TLDR
- Urban-gro (UGRO) stock surged over 60% in premarket and early Monday trading.
- The catalyst: Innovative Production Group (IPG) completed an all-stock merger with Flash Sports & Media, bringing T20 cricket league rights onto the UGRO platform.
- IPG’s portfolio includes the Lanka Premier League plus Malaysia and Zimbabwe T20 competitions.
- The combined entity plans to expand into Bangladesh and the UAE, targeting emerging cricket markets.
- Prior to Monday, UGRO had declined roughly 85% over the past 12 months and was trading near its 52-week lows.
Urban-gro (UGRO) had a Monday most stocks can only dream of. The micro-cap stock shot up more than 60% after news broke that Innovative Production Group FZ, LLC (IPG) completed its all-stock merger with Flash Sports & Media, Inc.
The deal brings a portfolio of T20 cricket league rights into a Nasdaq-listed public structure for the first time. IPG’s commercial rights portfolio — headlined by the Lanka Premier League (LPL) — now sits under a publicly governed, capital-backed entity.
$UGRO < $3 – URBAN-GRO INC
🔹IPG to Expand T20 Cricket Footprint Across Sri Lanka, Malaysia and Zimbabwe
🔹Merges and Acquires 100% of Flash Sports & Media, Inc.
🔹Conversion formula set at $3.23 per share
🔹Diversifies into sports, media, and live events
🔹Company believes… pic.twitter.com/6s8KdzIJbg— John Zidar aka/ Stock Wizard (@JohnZidar) March 23, 2026
What the Merger Actually Does
The transaction merges IPG’s league management, media monetization, and commercial operations into the UGRO public vehicle. Flash Sports & Media CEO Bradley Nattrass said the deal “accelerates our ability to execute across multiple cricket economies simultaneously.”
CFO Eric Sherb added that the public-market structure “enables phased capital deployment into league infrastructure while maintaining strict ROI discipline.”
Beyond the LPL, IPG also holds exclusive commercial and media rights for T20 leagues in Malaysia and Zimbabwe. Those rights all now fall under the same publicly traded umbrella.
The combined entity has expansion in its sights too, with Bangladesh and the United Arab Emirates named as target markets. The plan is to centralize sponsorship revenue, upgrade broadcast production to 4K, and build recurring revenue streams across South Asia and other emerging cricket regions.
Where UGRO Stood Before Monday
Context matters here. UGRO had been in rough shape heading into this week. The stock was down roughly 85% over the prior 12 months and was sitting near its 52-week lows before Monday’s surge.
The stock had been trading below $3.00 for several weeks and had previously failed to hold gains after attempted breakouts. That history raised early questions about whether Monday’s move had real follow-through behind it.
From a technical standpoint, UGRO was trading 22.7% above its 20-day simple moving average before the catalyst emerged, but remained 16.3% below its 50-day SMA. The RSI sat at 34.35, in neutral territory, while the MACD showed a bullish crossover with the signal line.
Key resistance sits at $3.50. Key support is at $2.50.
Some initial coverage of the premarket move flagged it as a possible overnight reprice with no clear catalyst — that was before the merger news was widely circulated. The move was initially attributed to speculative activity in a low-liquidity micro-cap.
UGRO opened on Monday at $2.17 in premarket and rose to as high as $3.75, a gain of approximately 72% from Friday’s close, according to Benzinga Pro data.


### DIRECTIONS FOR THIS TASK
Identify each line below containing the string "figure" and copy it.

### INPUT RECORDS
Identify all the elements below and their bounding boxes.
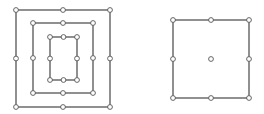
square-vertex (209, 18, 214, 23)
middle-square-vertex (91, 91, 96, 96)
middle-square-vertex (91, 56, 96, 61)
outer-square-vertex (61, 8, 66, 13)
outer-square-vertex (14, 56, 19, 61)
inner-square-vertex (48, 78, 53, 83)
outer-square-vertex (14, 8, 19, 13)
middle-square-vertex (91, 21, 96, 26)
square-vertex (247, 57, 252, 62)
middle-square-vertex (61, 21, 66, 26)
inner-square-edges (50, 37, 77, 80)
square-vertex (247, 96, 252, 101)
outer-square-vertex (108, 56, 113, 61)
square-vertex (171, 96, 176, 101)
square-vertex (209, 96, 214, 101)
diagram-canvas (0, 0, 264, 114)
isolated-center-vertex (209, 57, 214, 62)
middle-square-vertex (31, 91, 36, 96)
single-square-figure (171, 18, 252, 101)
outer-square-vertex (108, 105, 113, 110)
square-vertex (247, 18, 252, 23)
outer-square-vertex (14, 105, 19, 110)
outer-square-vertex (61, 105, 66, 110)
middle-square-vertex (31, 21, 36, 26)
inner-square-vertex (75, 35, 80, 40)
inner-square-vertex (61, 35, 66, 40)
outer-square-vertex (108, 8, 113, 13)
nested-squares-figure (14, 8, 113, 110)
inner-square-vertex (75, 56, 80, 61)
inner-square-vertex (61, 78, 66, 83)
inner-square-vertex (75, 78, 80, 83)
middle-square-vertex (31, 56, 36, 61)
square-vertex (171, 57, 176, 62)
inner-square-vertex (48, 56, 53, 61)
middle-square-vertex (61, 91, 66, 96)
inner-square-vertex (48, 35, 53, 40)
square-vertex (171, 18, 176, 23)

### EXPECTED ANSWER
single-square-figure (171, 18, 252, 101)
nested-squares-figure (14, 8, 113, 110)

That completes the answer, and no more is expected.